The charming Aussie best known for Avatar but also responsible for such atrocities like Terminator Salvation and Clash of the Titans plays Nick Cassidy, an escaped fugitive and former cop who has climbed onto a ledge to make a big splatter - er, splash - in front of an audience as he attempts to prove his innocence. A dude who looks a lot like a skeletal version of Ed Harris, played by Ed Harris, framed him for stealing a $40 million diamond, and now he's determined to show to the world that the diamond is still in the man's vault. It's like Tower Heist, only unintentionally funny.
Director Asger Leth, whose only other credit is a 2006 documentary, has assembled a fine cast that also includes Anthony Mackie, Jamie Bell, Edward Burns, Elizabeth Banks and the body of Genesis Rodriguez. The movie is pretty enough, the visuals bright and crisp, the body of Genesis Rodriguez very curvaceous. Leth maintains a fast and steady pace and keeps his characters a moment away from death at all times, a great place to be to thrill audiences. Man on a Ledge is entertaining in this regard, and semi-suspenseful. In a stupid, predictable kind of way.
The problem is that the screenplay by Pablo F. Fenjves is atrocious. Action-thrillers do not need to have great screenplays to be good (see all of the awesome action movies of the 1980's for proof), but they do need screenplays that don't degrade from the overall experience. Man on a Ledge has such a screenplay.
In addition to Cassidy spending his day standing on a ledge flirting with a police negotiator played by Elizabeth Banks, the movie also focuses on the attempt by Cassidy's brother (Bell) and his über-busty girlfriend (Rodriguez) to break into a highly secure building, bypass security and drill into a vault like only Ethan Hunt could. Never mind how two amateurs could pull off such a feat or hold a thousand different items out of the two bags they carry in on their shoulders, but it's hard to accept their frame of mind.
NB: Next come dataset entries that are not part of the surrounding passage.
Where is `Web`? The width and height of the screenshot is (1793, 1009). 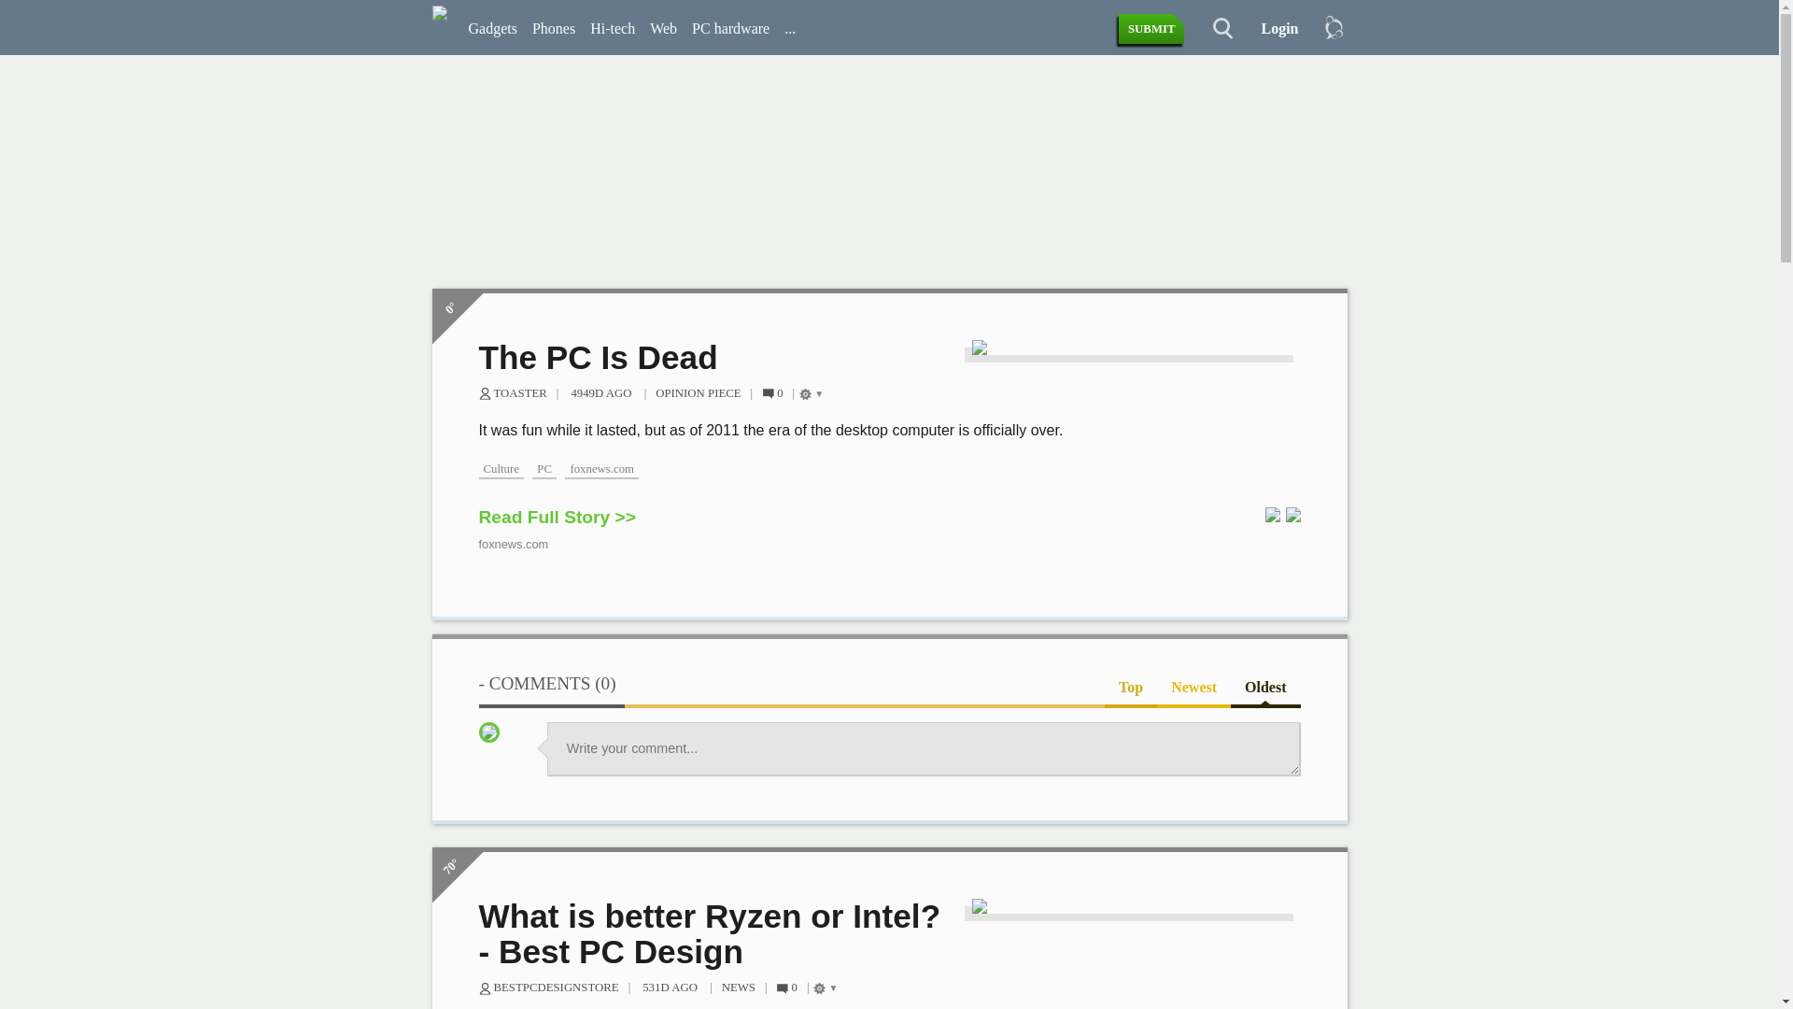
Web is located at coordinates (663, 30).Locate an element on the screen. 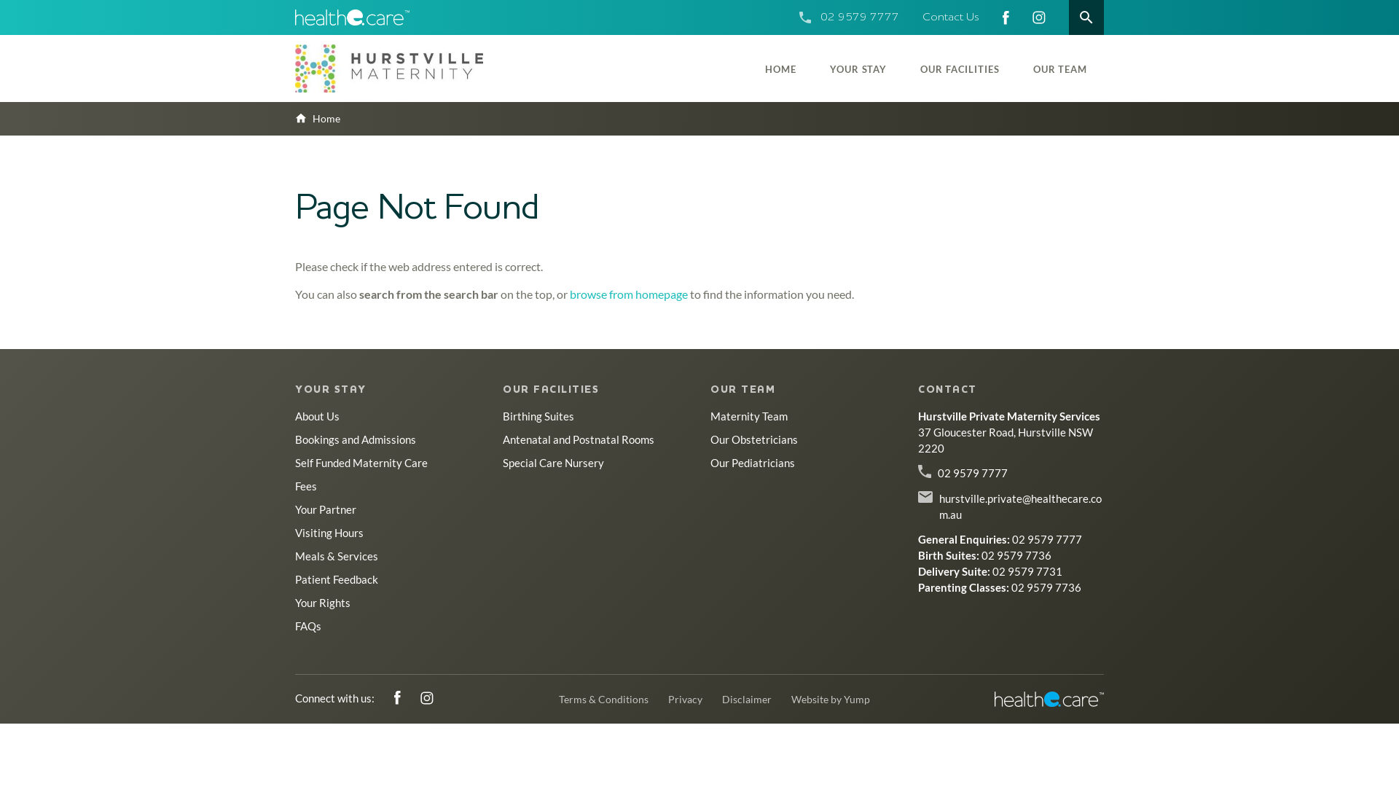 The width and height of the screenshot is (1399, 787). Meals & Services is located at coordinates (337, 556).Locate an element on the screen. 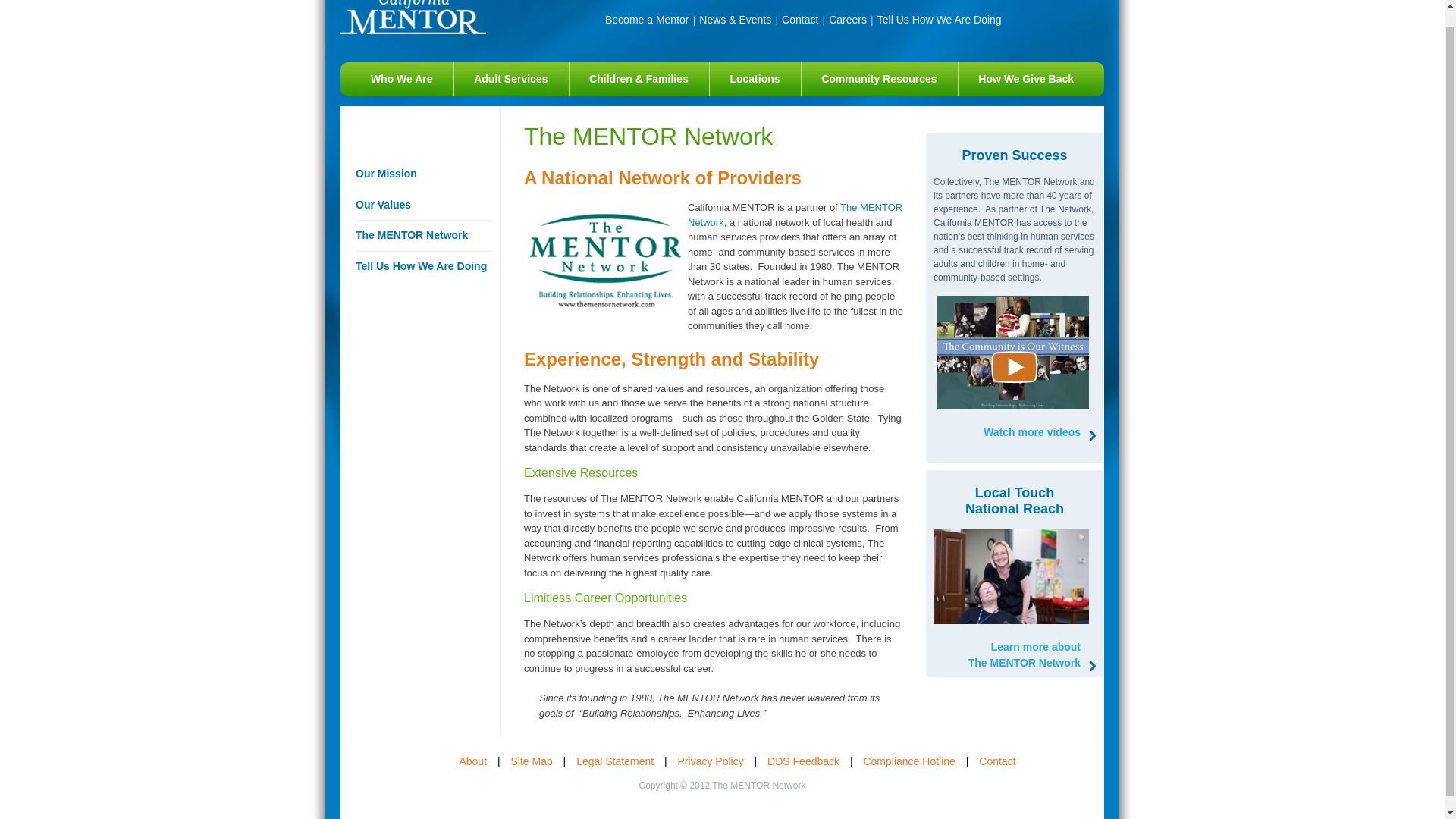  Our Values is located at coordinates (423, 205). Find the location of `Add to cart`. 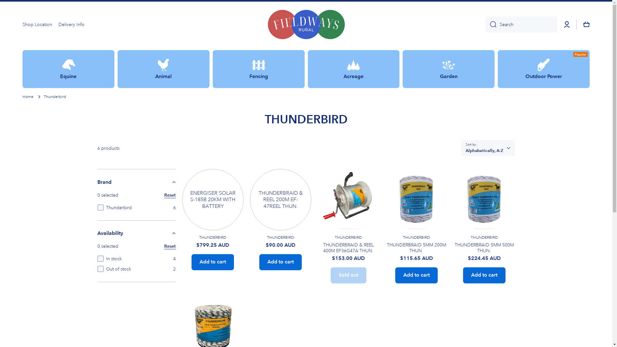

Add to cart is located at coordinates (416, 275).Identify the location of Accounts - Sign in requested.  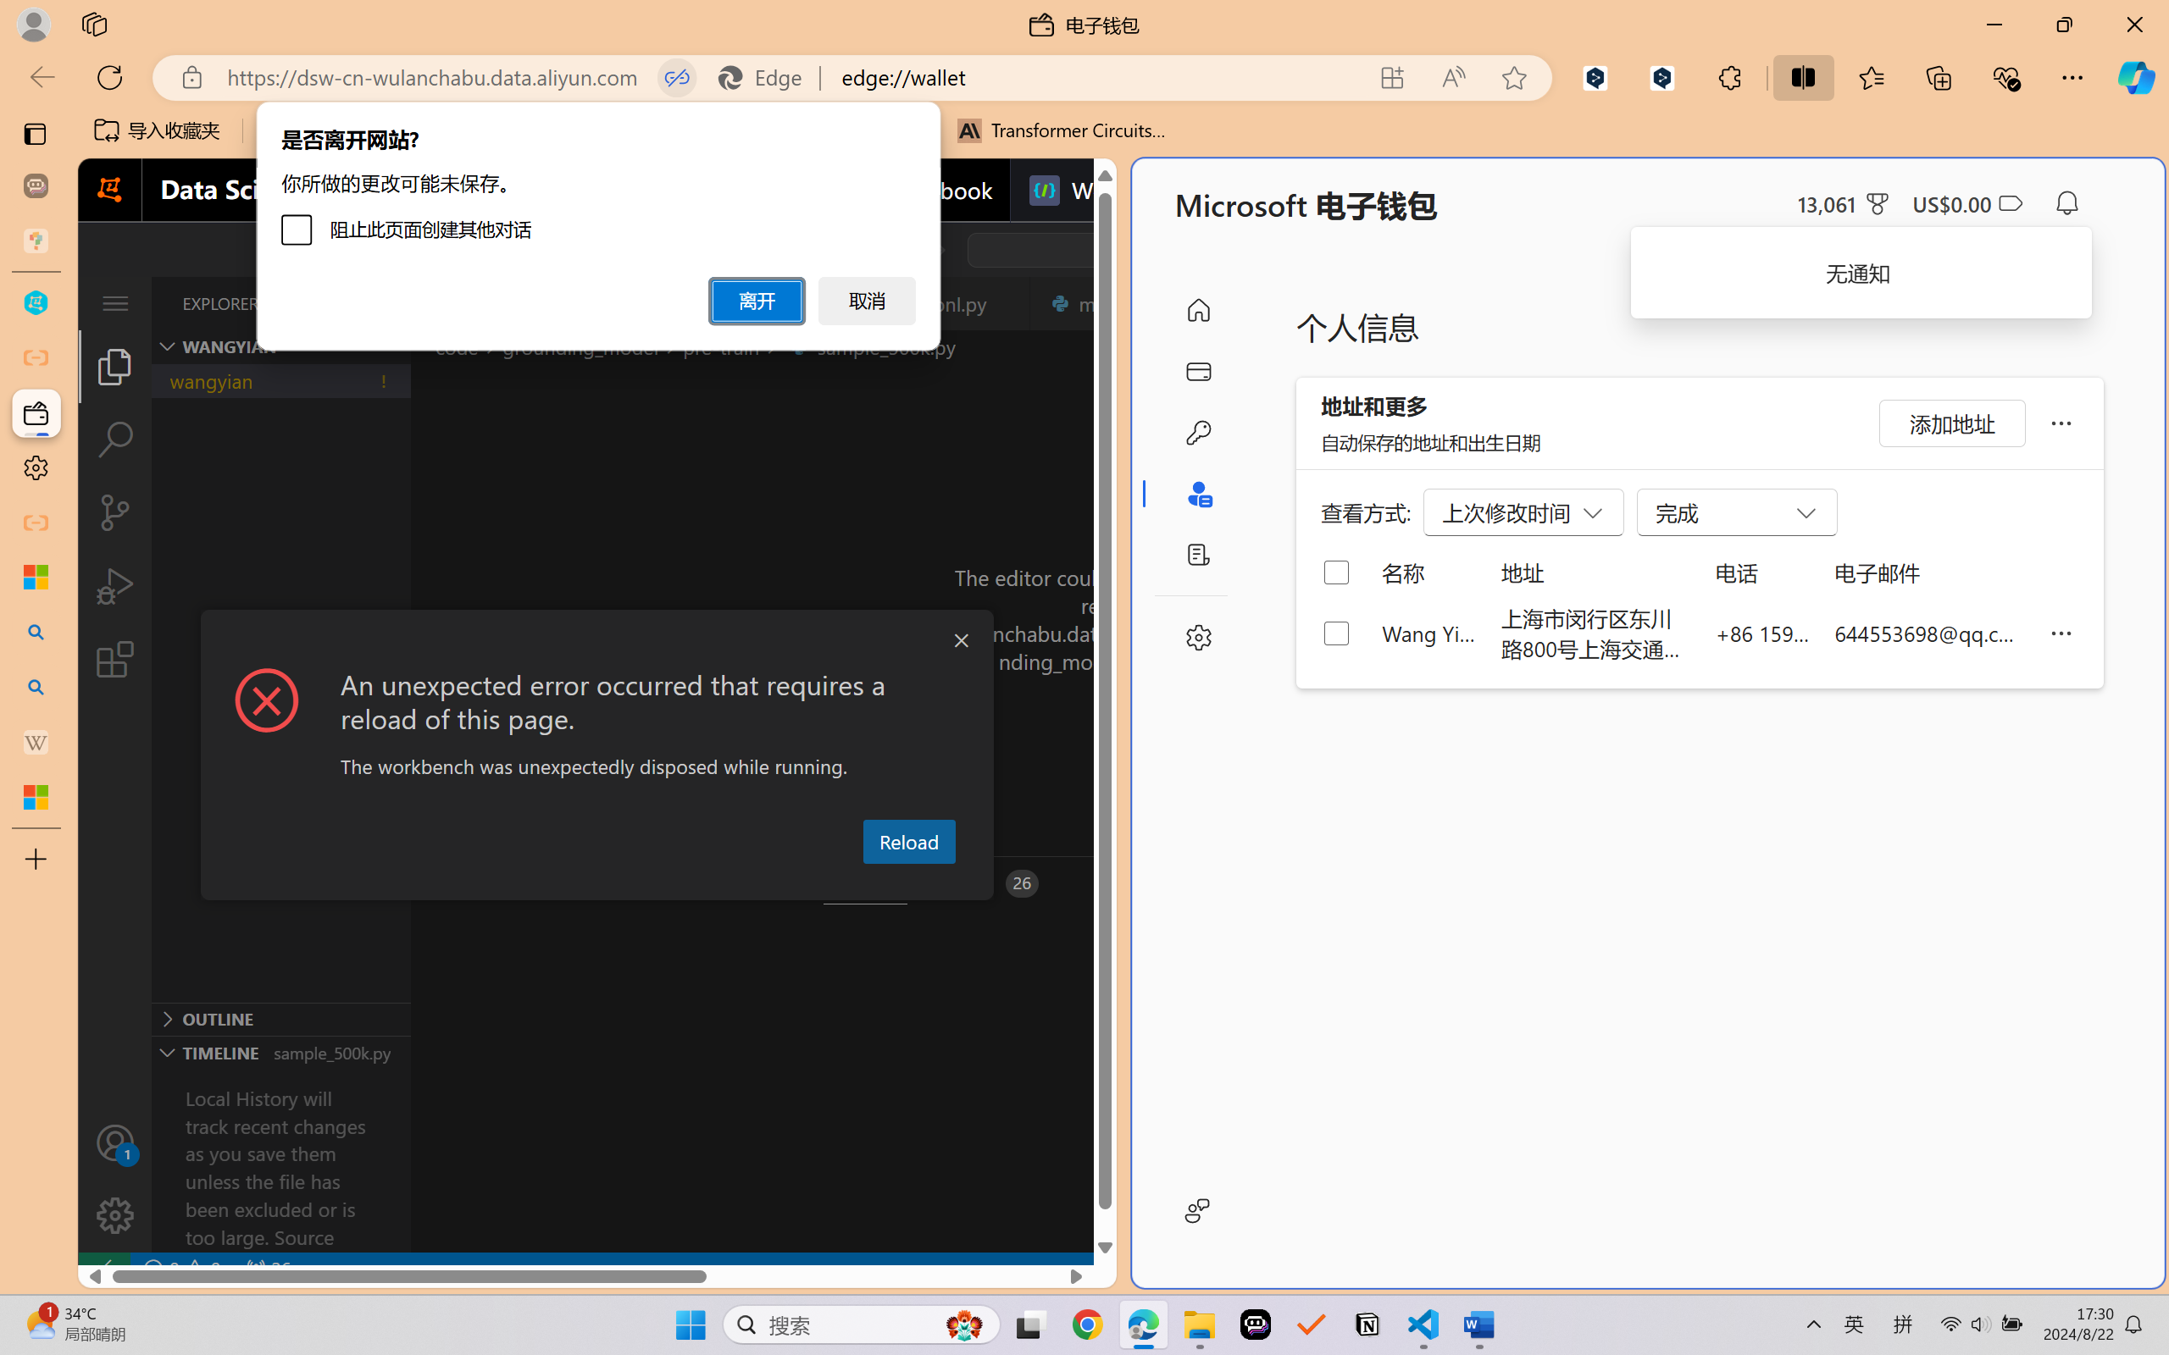
(116, 1143).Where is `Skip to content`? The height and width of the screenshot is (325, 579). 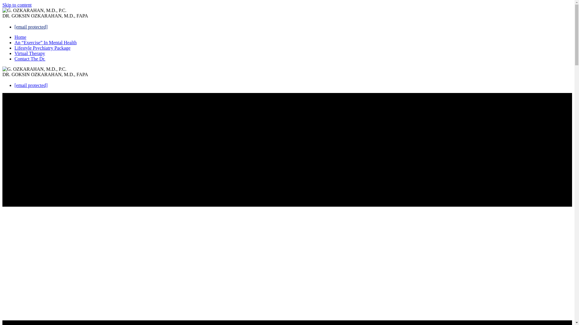 Skip to content is located at coordinates (17, 5). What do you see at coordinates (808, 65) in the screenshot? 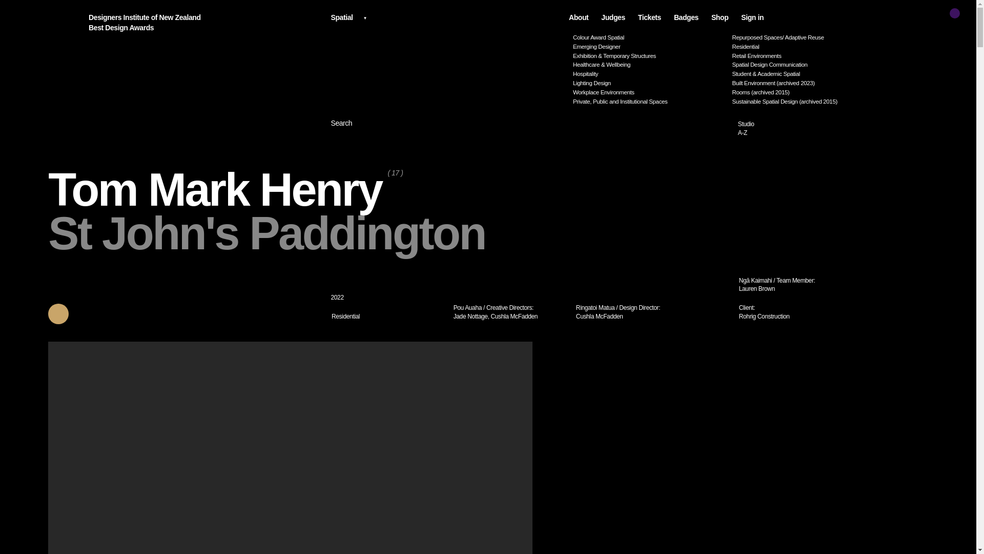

If I were in that situation, I would be sweating profusely and nervous as hell, and yet the unlikely couple spend their time quarreling and joking back and forth. It's supposed to be lighthearted banter, but it's painfully distracting and unrealistic.
The screenplay is full of moments like that, cringe-inducing dialogue that just doesn't fit the situation. Furthermore, the characters do and say things that don't pass the smell filter, the way the police attempt to talk Cassidy off the ledge or how Ed Harris manages to show up on a rooftop with his corrupt cop partner to kill the protagonists, even though news cameras have been all over the place for hours. The plot holes are prevalent and obvious, and the twists utterly predictable.
The only unpredictable part of the movie: the silly denouement, a capstone to the film where everything tidies up in a nice little bow, Cassidy freed from prison the same day where he immediately heads out to a local bar to celebrate with his new girlfriend. Still wearing the same goddamned clothing he was wearing for the whole movie, sweaty, bloodstained and all. If you consider that a spoiler, come on. There was only one way this movie could end. Cheesy, in a bar, with lots of smiling people and a complete disregard for reality.
Man on a Ledge is fast-paced and entertaining, but it's so ridiculously stupid it's hard to watch at times. Somewhere deep down there was an okay idea, but as soon as pen was put to paper its fate was sealed. Just like my fate was sealed the moment I decided to go see this stupid movie and write this stupid review instead of heading out to the bars. Like Sam Worthington does at the end of the movie. Rub it in, you cocky Aussie bastard.
Review by Erik Samdahl unless otherwise indicated.